The Fusion Engine technology is based on the Inductive Plasmoid Accelerator (IPA) experiments[10][11] performed from 2005 through 2012. This system theoretically operates at 1 Hz, injecting plasma, compressing it to fusion conditions, expanding it, and directly recovering the energy to produce electricity.[12] The IPA experiments claimed 300 km/s velocities, deuterium neutron production, and 2 keV deuterium ion temperatures.[11]

Helium-3 fuelEdit

Helion intends to produce and use a fuel which combines deuterium and helium-3. This mix allows mostly aneutronic fusion, releasing only 5% of its energy in the form of neutrons. The helium is captured and reused, eliminating supply concerns.[7]

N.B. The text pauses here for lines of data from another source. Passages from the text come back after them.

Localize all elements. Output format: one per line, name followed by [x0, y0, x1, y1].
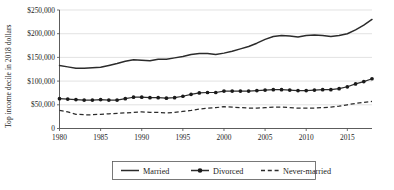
legend-label: Never-married: [283, 167, 331, 176]
y-axis-title-label: Top income decile in 2018 dollars: [4, 25, 13, 128]
series-marker-divorced: [362, 80, 366, 84]
series-group-never-married: [60, 101, 373, 114]
income-decile-line-chart: Top income decile in 2018 dollars 0$50,0…: [0, 0, 394, 190]
series-marker-divorced: [288, 88, 292, 92]
x-tick-label: 2010: [299, 133, 314, 142]
series-marker-divorced: [329, 88, 333, 92]
y-tick-label: $50,000: [31, 100, 55, 109]
series-marker-divorced: [99, 98, 103, 102]
series-line-married: [60, 19, 373, 68]
y-tick-label: $150,000: [27, 53, 55, 62]
series-marker-divorced: [148, 96, 152, 100]
x-tick-label: 1990: [134, 133, 149, 142]
series-marker-divorced: [337, 87, 341, 91]
series-marker-divorced: [197, 91, 201, 95]
series-marker-divorced: [263, 88, 267, 92]
series-marker-divorced: [115, 98, 119, 102]
chart-canvas: Top income decile in 2018 dollars 0$50,0…: [0, 0, 394, 190]
series-marker-divorced: [214, 91, 218, 95]
series-marker-divorced: [165, 96, 169, 100]
x-tick-label: 2000: [217, 133, 232, 142]
series-marker-divorced: [230, 89, 234, 93]
series-marker-divorced: [345, 85, 349, 89]
series-marker-divorced: [296, 89, 300, 93]
series-marker-divorced: [181, 94, 185, 98]
series-marker-divorced: [107, 98, 111, 102]
series-marker-divorced: [222, 89, 226, 93]
gridlines: [57, 10, 372, 129]
series-group-divorced: [58, 77, 374, 102]
series-group-married: [60, 19, 373, 68]
series-marker-divorced: [91, 98, 95, 102]
x-tick-label: 2005: [258, 133, 273, 142]
series-marker-divorced: [66, 97, 70, 101]
legend-label: Divorced: [213, 167, 243, 176]
chart-legend: MarriedDivorcedNever-married: [113, 162, 332, 180]
series-marker-divorced: [354, 82, 358, 86]
y-axis-title: Top income decile in 2018 dollars: [4, 25, 13, 128]
series-marker-divorced: [132, 95, 136, 99]
series-marker-divorced: [247, 89, 251, 93]
x-tick-label: 1980: [52, 133, 67, 142]
series-marker-divorced: [58, 97, 62, 101]
legend-marker-divorced: [198, 168, 203, 173]
x-tick-label: 2015: [340, 133, 355, 142]
series-marker-divorced: [370, 77, 374, 81]
series-marker-divorced: [280, 88, 284, 92]
series-line-divorced: [60, 79, 373, 100]
series-marker-divorced: [74, 98, 78, 102]
y-tick-label: $250,000: [27, 6, 55, 15]
series-marker-divorced: [173, 96, 177, 100]
series-marker-divorced: [140, 95, 144, 99]
series-marker-divorced: [123, 97, 127, 101]
series-marker-divorced: [156, 96, 160, 100]
series-marker-divorced: [271, 88, 275, 92]
series-marker-divorced: [304, 89, 308, 93]
legend-label: Married: [143, 167, 169, 176]
series-marker-divorced: [206, 91, 210, 95]
series-marker-divorced: [321, 88, 325, 92]
x-axis-tick-labels: 19801985199019952000200520102015: [52, 133, 355, 142]
x-tick-label: 1995: [175, 133, 190, 142]
series-marker-divorced: [313, 88, 317, 92]
series-marker-divorced: [255, 89, 259, 93]
y-tick-label: $100,000: [27, 77, 55, 86]
legend-items: MarriedDivorcedNever-married: [121, 167, 331, 176]
series-line-never-married: [60, 101, 373, 114]
series-marker-divorced: [189, 93, 193, 97]
y-tick-label: $200,000: [27, 29, 55, 38]
y-axis-tick-labels: 0$50,000$100,000$150,000$200,000$250,000: [27, 6, 55, 134]
x-tick-label: 1985: [93, 133, 108, 142]
series-marker-divorced: [82, 98, 86, 102]
series-marker-divorced: [239, 89, 243, 93]
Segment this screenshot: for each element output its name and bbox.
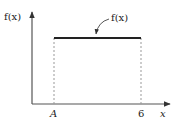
uniform-distribution-diagram: f(x) f(x) A 6 x <box>0 0 180 120</box>
y-axis-label: f(x) <box>4 11 21 22</box>
tick-label-a: A <box>49 108 57 119</box>
pointer-arrow <box>96 19 109 34</box>
tick-label-6: 6 <box>138 108 144 119</box>
x-axis-label: x <box>160 108 166 119</box>
curve-label: f(x) <box>111 12 128 23</box>
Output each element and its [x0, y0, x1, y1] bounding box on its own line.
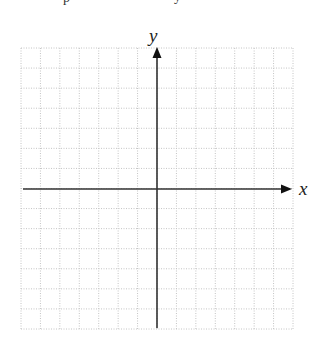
- x-axis-label: x: [299, 179, 307, 198]
- y-axis-label: y: [149, 26, 157, 45]
- axes: [23, 47, 292, 328]
- x-axis-arrow-icon: [281, 185, 292, 194]
- coordinate-plane: [0, 0, 326, 349]
- y-axis-arrow-icon: [153, 47, 162, 58]
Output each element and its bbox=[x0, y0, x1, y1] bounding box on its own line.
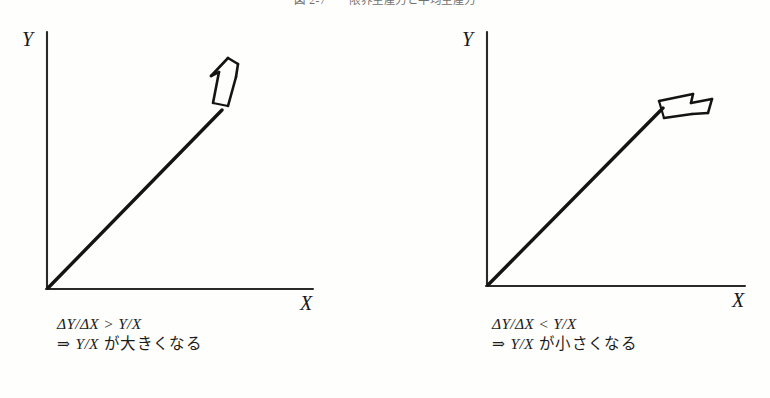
steep-up-arrow-icon bbox=[211, 58, 238, 106]
right-ratio-symbol: Y/X bbox=[511, 335, 534, 352]
right-formula-block: ΔY/ΔX < Y/X ⇒ Y/X が小さくなる bbox=[492, 314, 637, 355]
left-formula-block: ΔY/ΔX > Y/X ⇒ Y/X が大きくなる bbox=[57, 314, 202, 355]
left-formula-conclusion: ⇒ Y/X が大きくなる bbox=[57, 334, 202, 354]
right-ray-from-origin bbox=[488, 108, 663, 285]
shallow-right-arrow-icon bbox=[659, 94, 712, 118]
right-x-axis-label: X bbox=[732, 289, 744, 312]
left-conclusion-text: が大きくなる bbox=[99, 335, 202, 353]
left-ray-from-origin bbox=[48, 110, 222, 288]
right-implies-symbol: ⇒ bbox=[492, 335, 511, 353]
right-diagram-panel: Y X ΔY/ΔX < Y/X ⇒ Y/X が小さくなる bbox=[385, 0, 770, 398]
right-formula-inequality: ΔY/ΔX < Y/X bbox=[492, 314, 637, 334]
left-implies-symbol: ⇒ bbox=[57, 335, 76, 353]
left-formula-inequality: ΔY/ΔX > Y/X bbox=[57, 314, 202, 334]
right-conclusion-text: が小さくなる bbox=[534, 335, 637, 353]
left-x-axis-label: X bbox=[300, 292, 312, 315]
left-ratio-symbol: Y/X bbox=[76, 335, 99, 352]
left-diagram-panel: Y X ΔY/ΔX > Y/X ⇒ Y/X が大きくなる bbox=[0, 0, 385, 398]
right-y-axis-label: Y bbox=[462, 28, 473, 51]
right-formula-conclusion: ⇒ Y/X が小さくなる bbox=[492, 334, 637, 354]
left-y-axis-label: Y bbox=[22, 28, 33, 51]
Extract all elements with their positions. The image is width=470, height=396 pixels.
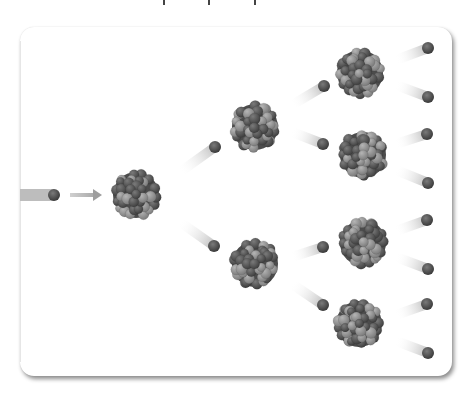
nucleus-gen2-top xyxy=(230,101,279,153)
diagram-layer xyxy=(20,42,434,359)
neutron-icon xyxy=(317,138,329,150)
neutron-icon xyxy=(317,241,329,253)
fission-chain-diagram xyxy=(0,0,470,396)
neutron-icon xyxy=(422,263,434,275)
nucleus-gen3-a xyxy=(335,48,384,99)
neutron-icon xyxy=(422,91,434,103)
neutron-trail xyxy=(180,222,214,246)
neutron-icon xyxy=(421,128,433,140)
nucleus-gen3-c xyxy=(339,217,389,269)
neutron-icon xyxy=(208,240,220,252)
neutron-trail xyxy=(180,147,215,172)
nucleus-gen3-b xyxy=(339,130,388,180)
neutron-icon xyxy=(48,189,60,201)
neutron-icon xyxy=(209,141,221,153)
nucleus-gen3-d xyxy=(333,299,384,347)
neutron-icon xyxy=(422,177,434,189)
neutron-icon xyxy=(318,80,330,92)
arrow-shaft xyxy=(70,193,94,197)
arrow-right-icon xyxy=(93,189,102,201)
neutron-icon xyxy=(317,299,329,311)
neutron-icon xyxy=(421,298,433,310)
neutron-icon xyxy=(422,42,434,54)
nucleus-gen2-bottom xyxy=(229,238,278,289)
nucleus-gen1 xyxy=(111,169,161,219)
neutron-icon xyxy=(421,214,433,226)
neutron-icon xyxy=(422,347,434,359)
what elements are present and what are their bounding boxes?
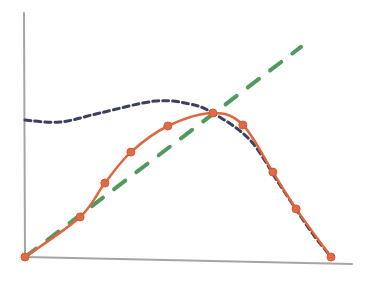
data-point-marker bbox=[239, 121, 247, 129]
series-line-solid bbox=[25, 113, 331, 257]
data-point-marker bbox=[127, 148, 135, 156]
line-chart bbox=[0, 0, 368, 293]
data-point-marker bbox=[209, 109, 217, 117]
y-axis bbox=[24, 13, 25, 258]
series-layer bbox=[21, 47, 335, 261]
data-point-marker bbox=[327, 253, 335, 261]
data-point-marker bbox=[76, 213, 84, 221]
x-axis bbox=[25, 257, 352, 264]
data-point-marker bbox=[21, 253, 29, 261]
data-point-marker bbox=[101, 179, 109, 187]
data-point-marker bbox=[292, 205, 300, 213]
series-line-dotted bbox=[25, 101, 331, 257]
axes bbox=[24, 13, 352, 264]
data-point-marker bbox=[164, 122, 172, 130]
data-point-marker bbox=[269, 168, 277, 176]
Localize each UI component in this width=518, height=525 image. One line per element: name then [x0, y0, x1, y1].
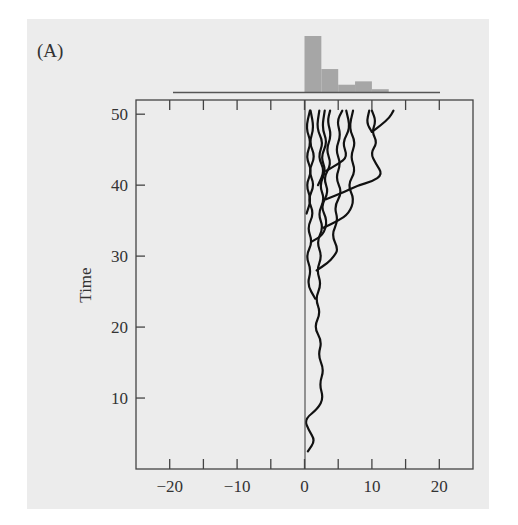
y-tick-label: 30: [111, 247, 128, 266]
histogram-bar: [338, 85, 355, 92]
trajectory-line: [326, 111, 381, 200]
histogram-bar: [355, 81, 372, 92]
y-axis-label: Time: [76, 267, 95, 302]
random-walk-chart: (A) −20−1001020 1020304050 Time: [0, 0, 518, 525]
x-tick-label: 10: [363, 477, 380, 496]
histogram-bar: [321, 69, 338, 92]
trajectories: [306, 111, 393, 452]
x-tick-label: −20: [156, 477, 183, 496]
y-tick-label: 10: [111, 389, 128, 408]
panel-label: (A): [37, 40, 63, 62]
x-tick-label: −10: [224, 477, 251, 496]
y-tick-label: 40: [111, 176, 128, 195]
x-tick-label: 20: [431, 477, 448, 496]
x-axis-ticks: −20−1001020: [156, 100, 447, 496]
marginal-histogram: [305, 36, 389, 92]
histogram-bar: [305, 36, 322, 92]
y-tick-label: 20: [111, 318, 128, 337]
trajectory-line: [367, 111, 371, 132]
y-tick-label: 50: [111, 105, 128, 124]
histogram-bar: [372, 89, 389, 92]
x-tick-label: 0: [300, 477, 309, 496]
y-axis-ticks: 1020304050: [111, 105, 145, 408]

The IPA experiments used deuterium-deuterium fusion, which produces a 2.4 MeV neutron per reaction. Helion and MSNW published articles describing a deuterium-tritium implementation which is the easiest to achieve but generate 14 MeV neutrons. Helion has filed a patent[13] for pulsed deuterium-deuterium fusion to produce Helium-3 for use in fusion reactors and medical imaging.

ConfinementEdit

This fusion approach uses the magnetic field of a field-reversed configuration (FRC) plasmoid (operated with solid state electronics derived from power switching electronics in wind turbines) to prevent plasma energy losses. An FRC is a magnetized plasma configuration notable for its closed field lines, high Beta and lack of internal penetrations.[7]

CompressionEdit

To inject the target plasmoid into the fusion compression chamber two plasmoids are accelerated at high velocity with pulsed magnetic fields and merge into a single target plasmoid at high pressure.[7] Their 2018 experiments achieved plasmas with multi-keV temperatures.[14] Published records show plans to compress fusion plasmas to 12 Tesla.[15]

Energy generationEdit

Energy is captured by direct energy conversion that translates high-energy alpha particles directly into a voltage. This eliminates the need for steam turbines and cooling towers (and the associated energy losses).[7]

FundingEdit

Helion Energy received $7 million in funding from NASA, the United States Department of Energy and the Department of Defense,[16] followed by $1.5 million from the private sector in August 2014, through the seed accelerators Y Combinator and Mithril Capital Management.[17] The company raised a further $10.6 million in July, 2015.

Revenue modelEdit

Helion Energy’s strategy is to generate revenue based on a royalty model of electricity produced with projected electricity prices of 40–60 $/MWhr (4 to 6 cents per kwh). Penetration of the new capacity market is estimated at 20% of market growth (2.5%) per annum eventually reaching 50% of new power generation worldwide – $52 B/yr. Gradual displacement of existing supplies enables continued growth to 20% of world electrical generation after 20 years with a net return of over $300 billion.[7]

CriticismEdit

Retired Princeton Plasma Physics Laboratory researcher Dr. Daniel Jassby mentioned Helion Energy in a letter included in the American Physical Society newsletter Physics & Society (April, 2019) as being among fusion start-ups allegedly practicing "voodoo fusion" rather than legitimate science, and among other criticisms claimed that Helion Energy had never created D-D fusion neutrons in their experiments.[18] However, the Helion team published peer-reviewed research into its colliding FRC system demonstrating D-D neutron production as early as 2011,[11] and further detailed D-D fusion experiments producing neutrons in an October 2018 report at the United States Department of Energy's ARPA-E's annual ALPHA program meeting.[19]